You can see more of Watford's Sensory Room in the below video:


#amberclee

August 16, 2021

Online Learning, A Pandemic Bandaid

I was hopeful when all of America collectively implemented online learning last year - that people who had never tried it before may come to like it and find it efficient for teaching and learning - but instead the application was poor and many students did not achieve the learning gains possible. Online learning has pretty much been badmouthed in the media - but yet here we go again, rushing to remote learning due to the new rise in more dangerous Covid variants.

Online learning is not for everyone?

Now as another in-person school year is threatened by the Covid delta variant, the same students will be rushed into an online learning system that could produce less than mediocre learning results (and probably being implemented by the same staff badmouthing online learning). It’s normal to be frustrated with technology - but I encourage you to give online learning a try with a fresh perspective and utilizing the tips below.

Through modern curriculum design methods, online learning should be successful for most learners with the proper supports, like having trained teachers (teachers properly trained to support online learners, and who are not overloaded with in-person teaching duties at the same time) and reliable learning management systems. Online learners that are successful are also typically self-motivated and strong readers (usually English is necessary but ESOL programs are available too).

Supporting online learners

To support this rushed transition to online “remote” learning with these students:

Support and structure learning for self-discipline. Use regular turn-in intervals for assignments, predictable activity schedules, mandatory in-person check-ins, a clear agenda posted for each unit, predictable assignment successions, succinct rubrics that are shared in advance of the assignment, and apply metacognitive strategies to maximize your students’ learning. 

Humanize the online environment and build authentic connections. This is really the most important tip - if you don’t build instructor-to-student support, peer-to-peer community, and learner-to-content personal connection; then prepare for your learners to check out from your lesson. Learners are motivated and build connections while learning in an online environment through these elements - these authentic, humanized connections are what we all need in the online environment. 

Create clear instructions. Try to be succinct and don’t be superfluous with your word choices. Sometimes a video is needed to explain an assignment, which is also a chance to build instructor presence. State your instructions starting with a directional verb: look at what is used in this article, telling you to “support,” “humanize,” "build," “create,” and “remember.” Have someone else proofread your instructions (if appropriate, an advanced student in the class) or at least read them aloud to yourself. You could also work in community with other instructors to provide support for each other.
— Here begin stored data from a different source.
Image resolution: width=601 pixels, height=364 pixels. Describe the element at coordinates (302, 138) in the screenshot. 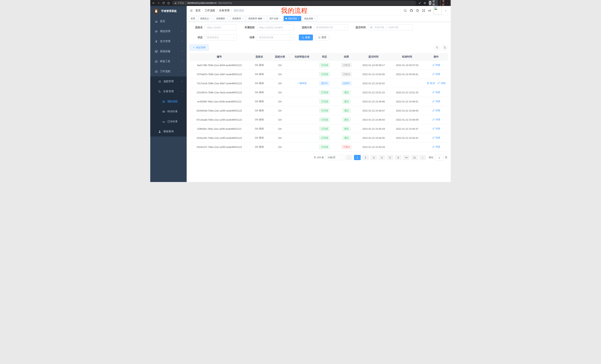

I see `cell-current-task` at that location.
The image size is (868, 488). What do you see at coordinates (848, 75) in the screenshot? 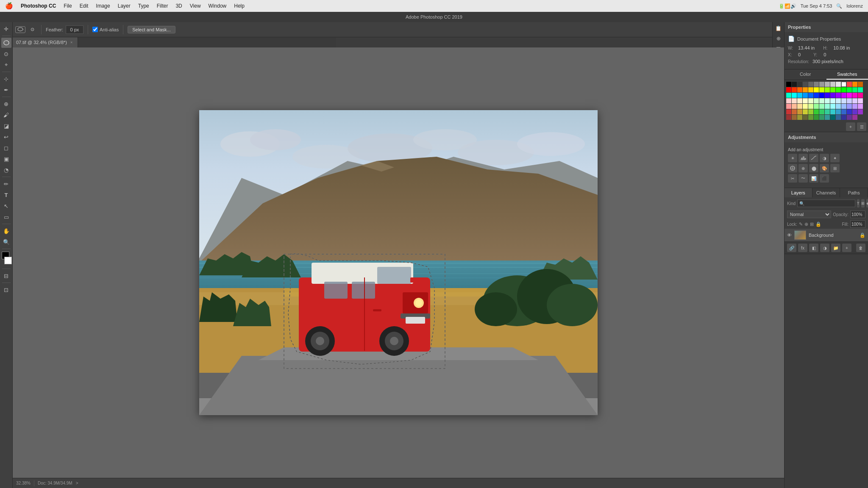
I see `swatches-tab: Swatches` at bounding box center [848, 75].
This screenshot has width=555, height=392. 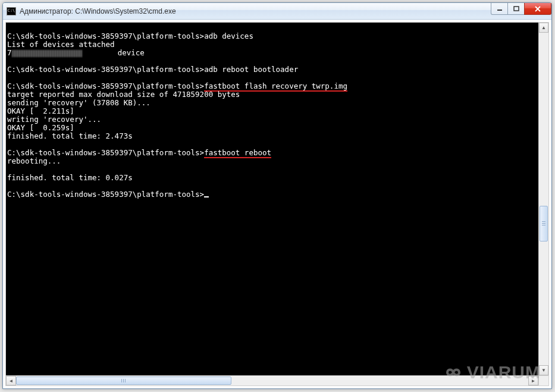 What do you see at coordinates (11, 11) in the screenshot?
I see `cmd-icon` at bounding box center [11, 11].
Recognize that every learner is different and will need varying levels of interaction and support to grasp the lesson. The learners that already lack support to be successful in a traditional in-person classroom: these students will likely need the most instructor support on a regular basis. Are you sure that your learners have reliable access to the internet and a device capable of completing the online work? Is there district or school level technical support for teachers to help ensure this access?

One last thought that’s super important about supporting students through this online transition: as we send individual students (or groups of students) home to quarantine for two weeks at a time, are we also sending meals home with them? Hunger is endemic to the children in our school systems. I don’t think this is currently being done. This program could be run similarly to the summer breakfast/lunch pickup program already run throughout the country (through Covid too). Let’s make sure these kids are being taught effectively... and being fed!